Why? Because this US "counterforce" dominance changes the usual logic of deterrence. If China ever put its missiles on alert (say, over a brouhaha over Taiwan declaring independence, a scenario that appears increasingly likely over the next decade), the US military commanders quite conceivably would place almost insurmountable pressure on the US President to launch a first strike - because we could effectively wipe out China's nukes at one blow, and assure next to nothing from China would hit the mainland US - but only by striking first. If we waited for the Chinese to strike first, China could still be largely obliterated by a US counterattack, but many (most?) American cities would be incinerated. The old logic of the Soviet-American mutual deterrence through mutually assured destruction (MAD) no longer applies - with our new weapons and China's relative paucity of ICBMs, if tensions rise, the logical thing for the self-interest of the US to do would be to launch a preemptive strike that takes out all Chinese capabilities to attack the US mainland. If the Chinese know that, their logical course of action would be to launch a first strike as well, with no warning. After all, if they allow the US to strike first, they would certainly be obliterated.

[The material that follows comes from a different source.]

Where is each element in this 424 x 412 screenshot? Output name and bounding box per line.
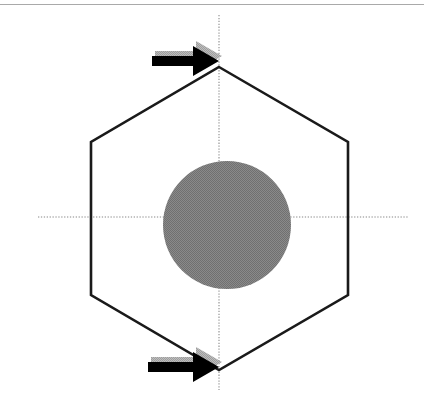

If that isn't scary enough - consider: would Russia sit idly by as the US turned its southern neighbor into a smoking pile? Or, with a near-totality of US nukes headed to Chinese targets, would Russian missile command seize that chance to launch a third strike - against the US? It would no longer be quite so completely suicidal in the short term if the US had just used most or all of its arsenal on China, and given Russian paranoia and world-historical ambition, can one be sure they would not try? The resulting 3-way nuclear holocaust might be enough to cause the 'nuclear winter' that Carl Sagan foresaw in 1983, in a study that concluded: "...the possibility of the extinction of Homo Sapiens cannot be excluded."
Have another nice day!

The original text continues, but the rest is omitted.